ISSN: 0964-0282 (print) • ISSN: 1469-8676 (online) • 4 issues per year
The ethnographic turn has been the focus of recent debate between artists and anthropologists. Crucial to it has been an expansive notion of the ethnographic. No longer considered a specialised technique, the essays of Clifford and others have proposed a broader and more eclectic interpretation of ethnography – an approach long considered to be the exclusive preserve of academic anthropology. In this essay, we look more critically at what the ethnographic turn has meant for artists and anthropologists. To what extent does it describe a convergence of perspectives? Or does it elide significant differences in practice?
, a circular dance with set steps, and , human towers, are two types of human movement phenomena in Catalonia of high cultural and political relevance. This article analyses these phenomena through the lens of the moving body. It develops the anthropological and sociological reading of performance in a philosophical and political direction, by emphasising the generative capacity and of the human body and introducing the perspective of a ‘bodily commentary’ on socio‐political developments. This approach can be applied historically or to politics in the making, and here documents the physical and ideological extension of the beyond the into a geopolitical and competitive neoliberal sky.
This article examines the politics of temporality and hope in relation to a political imagination generated by constituencies of an East European Left. In looking in particular at how a socialist‐inspired notion of internationalism may serve as a tool to animate future‐oriented political imaginations, the article also marks an argument for rethinking anthropological and Left historiographical practices, and to consider the affirmative valence of utopian imaginations as a form of critical action.

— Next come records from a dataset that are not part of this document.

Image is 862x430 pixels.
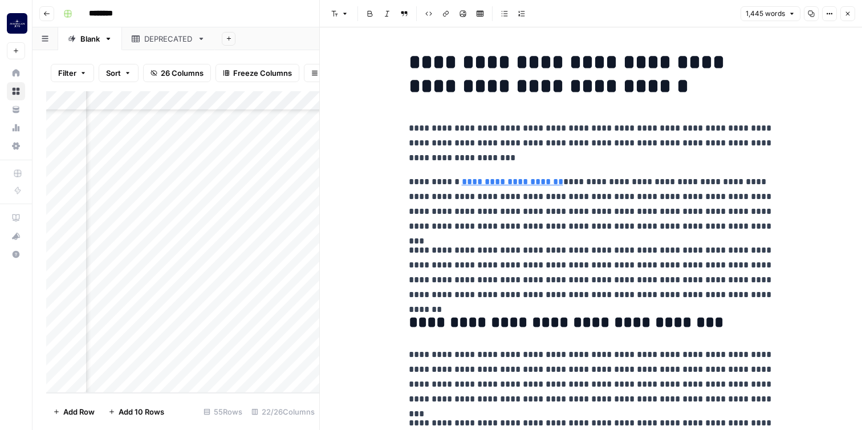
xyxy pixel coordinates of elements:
[106,67,121,79] span: Sort
[7,227,25,245] button: What's new?
[7,64,25,82] a: Home
[233,67,292,79] span: Freeze Columns
[46,403,101,421] button: Add Row
[101,403,171,421] button: Add 10 Rows
[7,13,27,34] img: Magellan Jets Logo
[122,27,215,50] a: DEPRECATED
[51,64,94,82] button: Filter
[741,6,801,21] button: 1,445 words
[58,67,76,79] span: Filter
[63,406,95,417] span: Add Row
[7,245,25,263] button: Help + Support
[247,403,319,421] div: 22/26 Columns
[7,100,25,119] a: Your Data
[199,403,247,421] div: 55 Rows
[143,64,211,82] button: 26 Columns
[7,228,25,245] div: What's new?
[7,209,25,227] a: AirOps Academy
[80,33,100,44] div: Blank
[746,9,785,19] span: 1,445 words
[99,64,139,82] button: Sort
[7,119,25,137] a: Usage
[161,67,204,79] span: 26 Columns
[144,33,193,44] div: DEPRECATED
[119,406,164,417] span: Add 10 Rows
[216,64,299,82] button: Freeze Columns
[58,27,122,50] a: Blank
[7,137,25,155] a: Settings
[7,82,25,100] a: Browse
[7,9,25,38] button: Workspace: Magellan Jets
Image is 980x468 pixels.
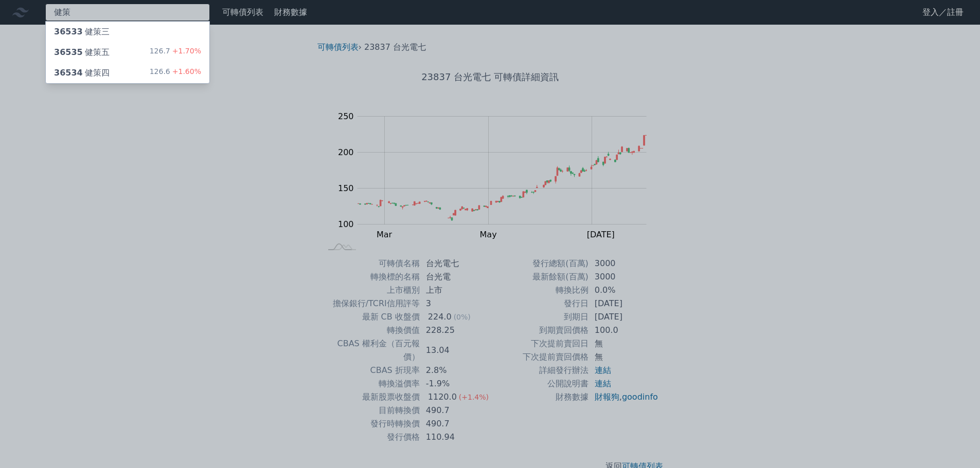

In this article, I explore how Christians and Muslims are produced as separate and mutually exclusive communities in the Spanish North African enclave of Melilla. I argue that while the constitution of these groups as ‘communities’ is the result of a long history of unequal power relations and socio‐spatial segregation, the reproduction of the boundaries between the two depends on the active transmission of particular codes of conduct and modes of behaviour in the public sphere. It is through these discursive and bodily practices that difference is actively produced.
Police models travel around the globe and many arrive in the shape of police reforms in West Africa. On the ground, these transnational connections are composed of interactions between police officers carrying and receiving such models. Similar to the travel of other models, African officers usually adapt and subvert official reforms. In this article, we argue that the potential for wide‐ranging organisational change is caused not so much by these reform programmes, but rather emerges from the encounters that such travels bring along. In these encounters, officers tell stories that challenge or stabilise notions of police work for those involved.